The Tainted Cup by Robert Jackson Bennett
My rating: 4 of 5 stars
I very much liked this author's previous series, and this, although in a new setting, contains the same factors that I enjoyed in those books. Most obviously, a very high-concept setting that enables a plot to work that wouldn't work anywhere else, but also somewhat morally compromised characters who are doing their best to do the right thing in a corrupt and even dystopian world. (Dystopian would normally be an automatic "no" from me, but when it's done this well - and is in the background rather than the foreground - it works.)
Enormous kaiju, who grow bigger each year, emerge from the ocean every wet season, and the might of the Empire is concentrated on keeping them from breaking through to the heartlands. And yet that's not what the book is about. Instead, it forms a suspenseful background to a murder mystery that could only happen in this world, where the bizarre mutagenic properties of the kaiju corpses are used to modify plants, animals, and humans in the cause of the anti-kaiju battle (and also for everyday purposes like building houses).
The protagonist is a young "engraver", whose alteration gives him an eidetic memory. He assists an eccentric, foul-mouthed but highly intelligent investigator who's in pursuit of a murderer with an unusual weapon: a modified plant that sprouts inside its victims and grows suddenly, killing them and destroying things in their vicinity. And soon enough, there are more victims, and this time they're engineers working on the walls that keep the kaiju out, and a wall is damaged, making it vulnerable, and now the stakes are even higher, and the pressing question is: will imperial power politics prevent the mystery from being solved and justice from being done?

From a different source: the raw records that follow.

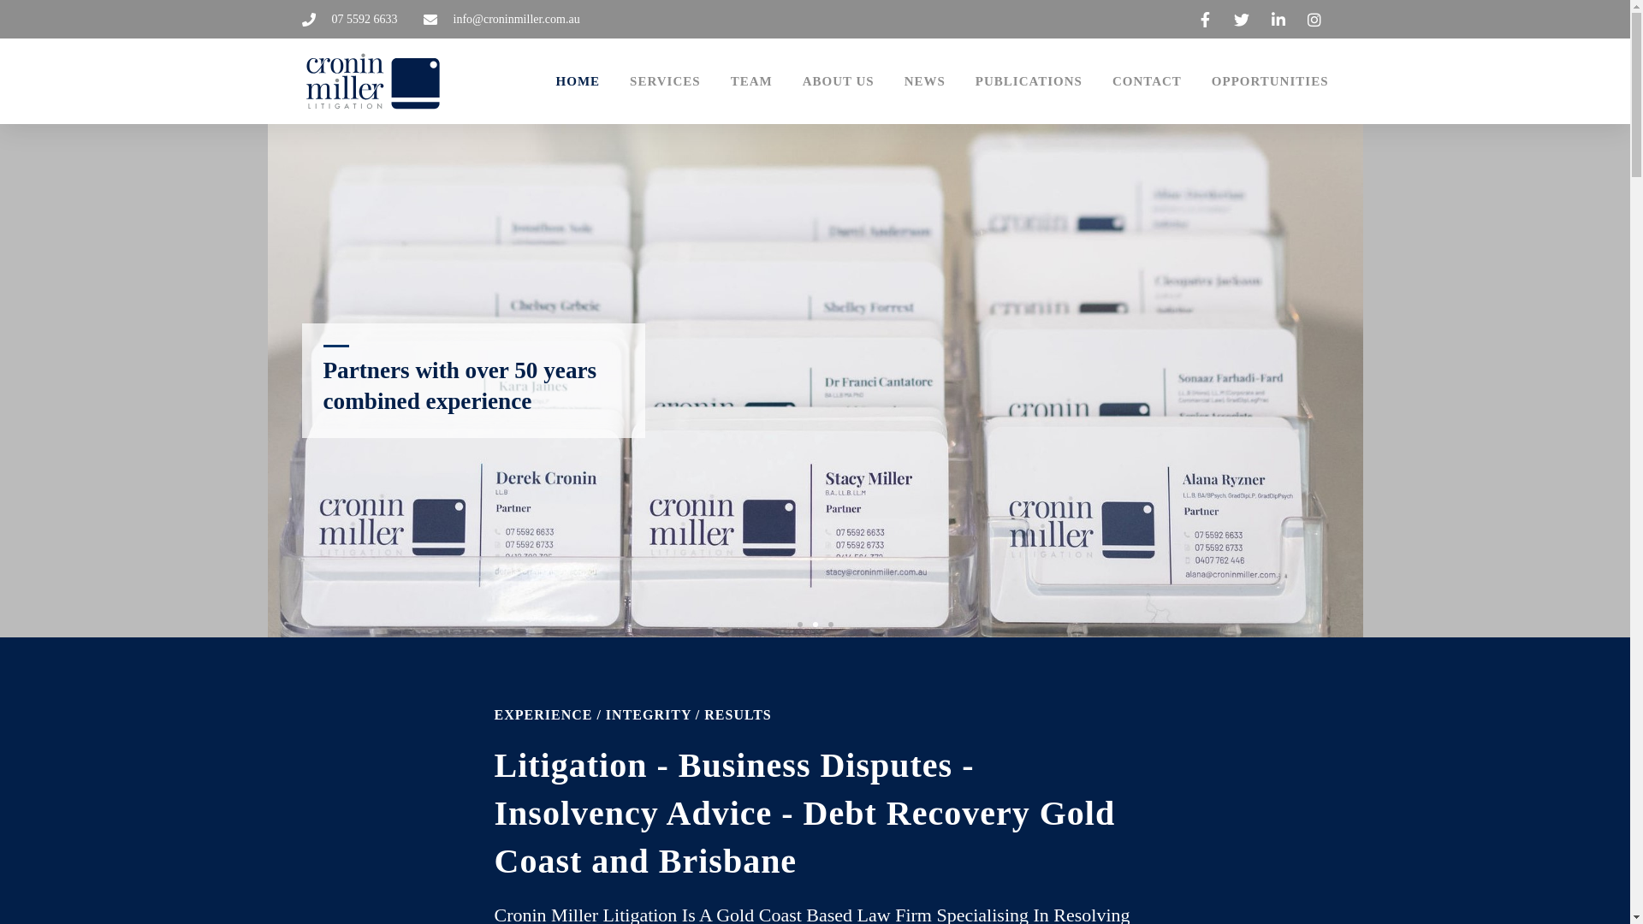  What do you see at coordinates (1270, 82) in the screenshot?
I see `OPPORTUNITIES` at bounding box center [1270, 82].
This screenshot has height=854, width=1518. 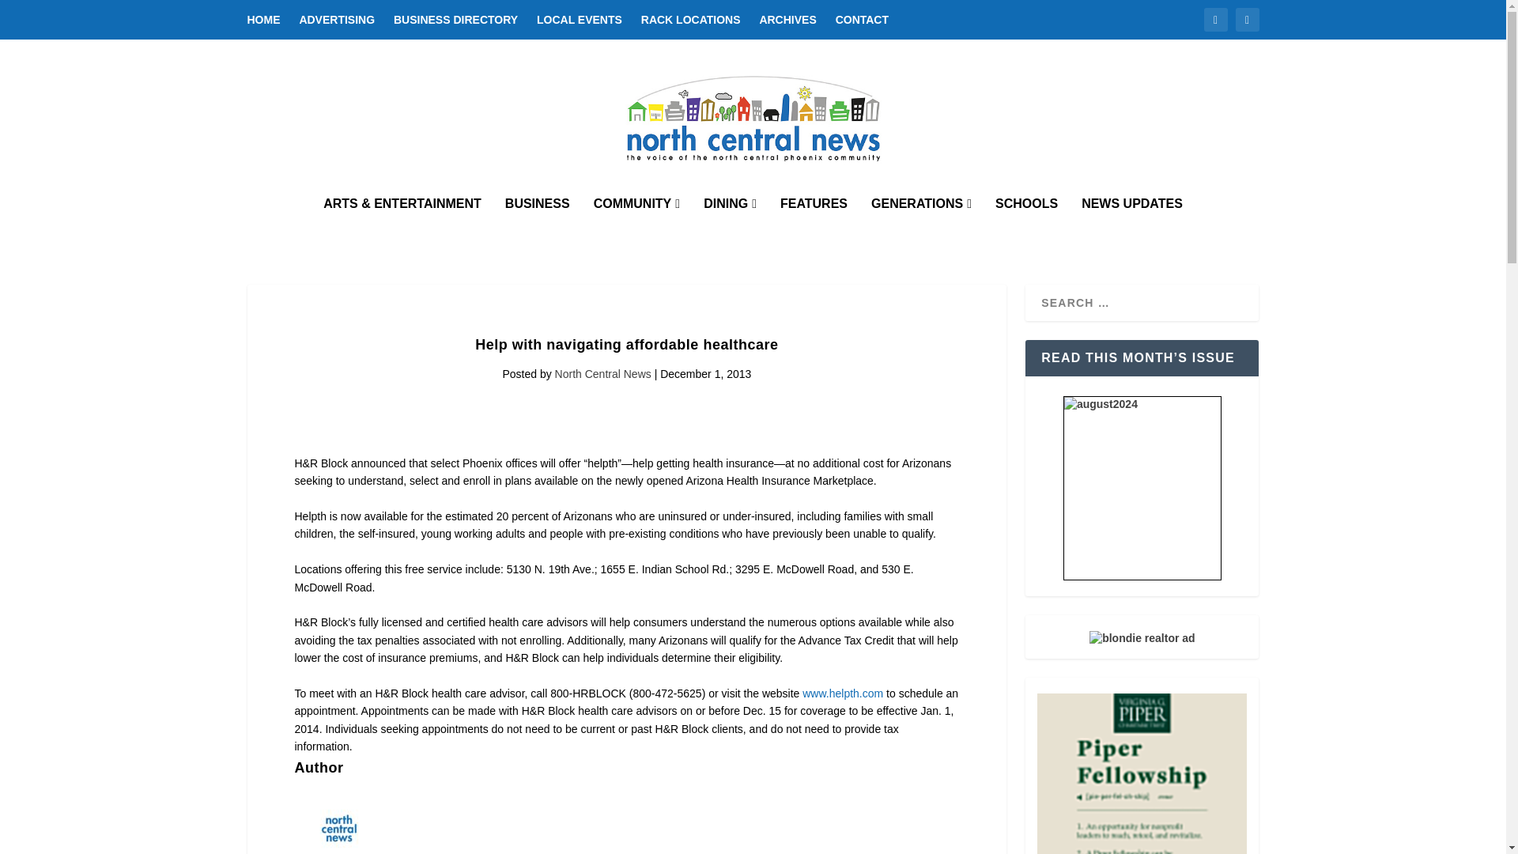 I want to click on SCHOOLS, so click(x=1026, y=225).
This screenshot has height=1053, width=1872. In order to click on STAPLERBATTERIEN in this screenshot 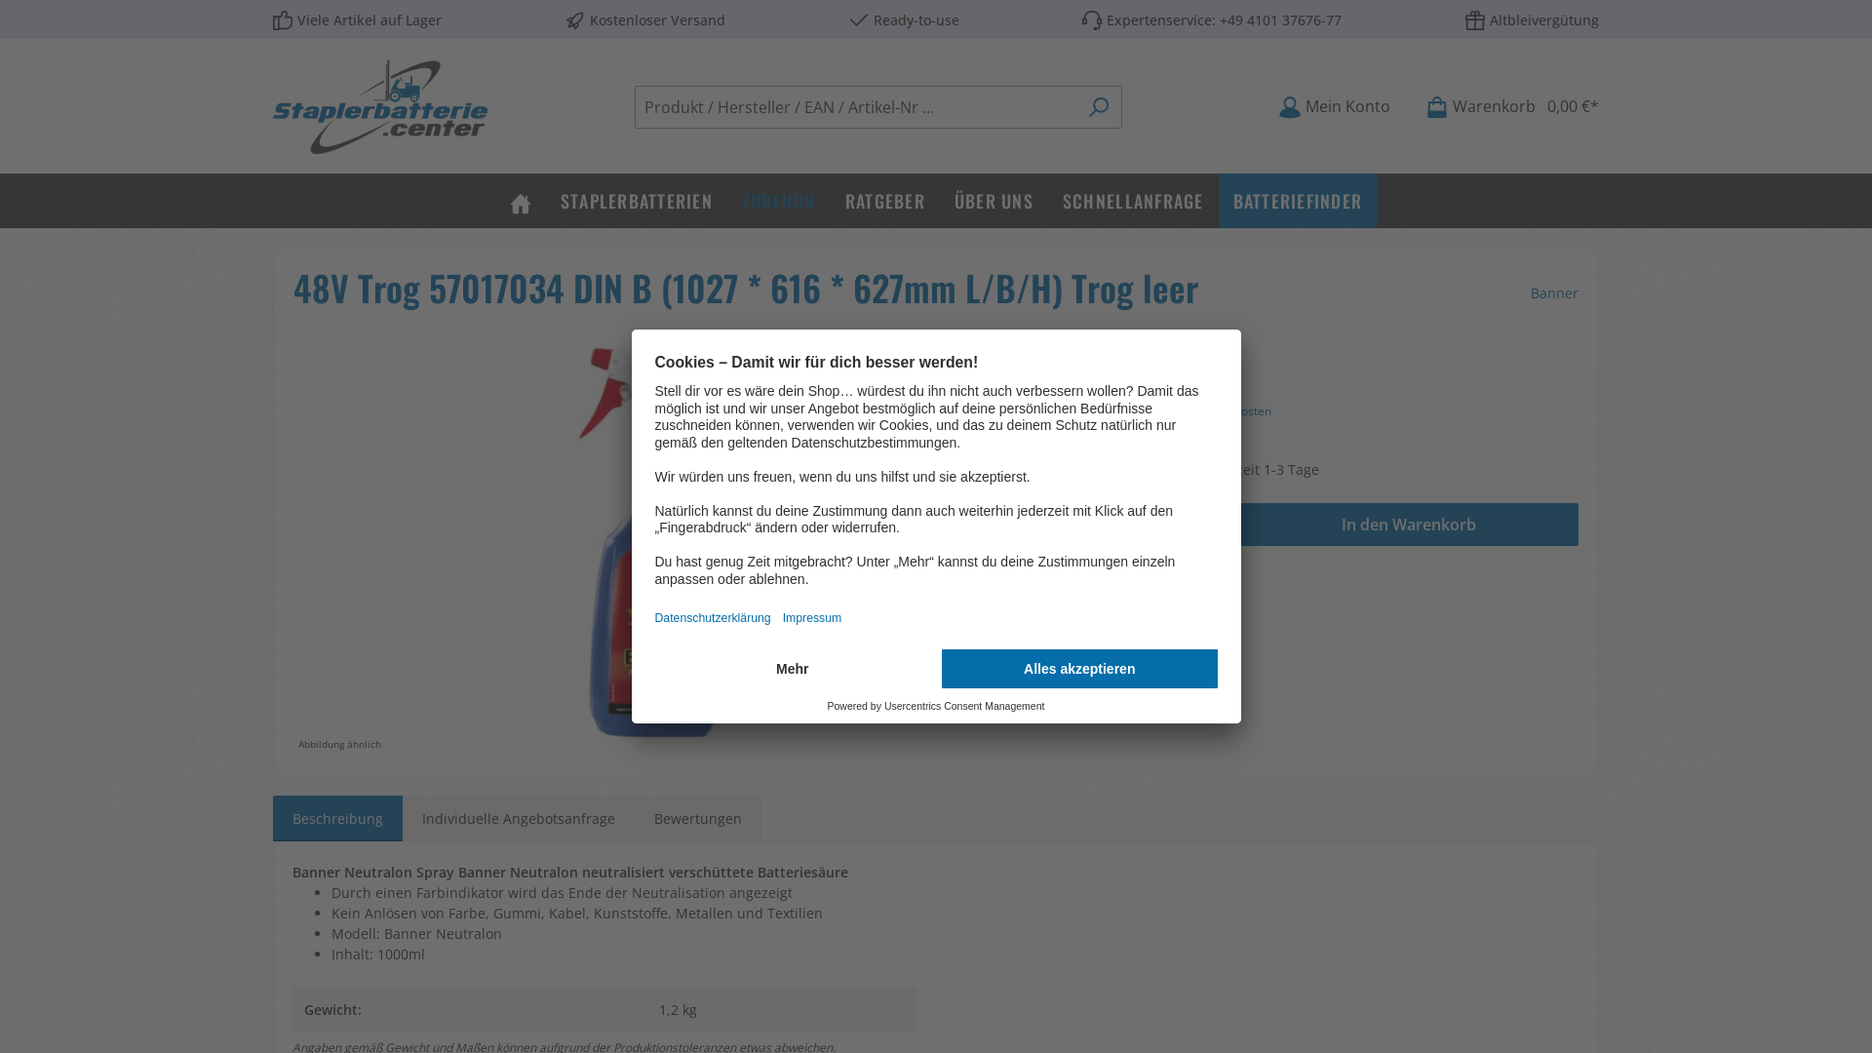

I received a pre-publication copy via Netgalley for review, and apart from a few mostly minor errors and the usual overabundance of coordinate commas where they don't belong, it's cleanly edited (with a couple of months to go before publication still). While it has a dark and ugly side to the story that isn't to my personal taste, and which therefore kept it out of the Platinum tier of my Best of the Year list, it's thoroughly well constructed, compelling, and conveys a fascinating world and characters who have both internal and external struggles to cope with. Highly recommended.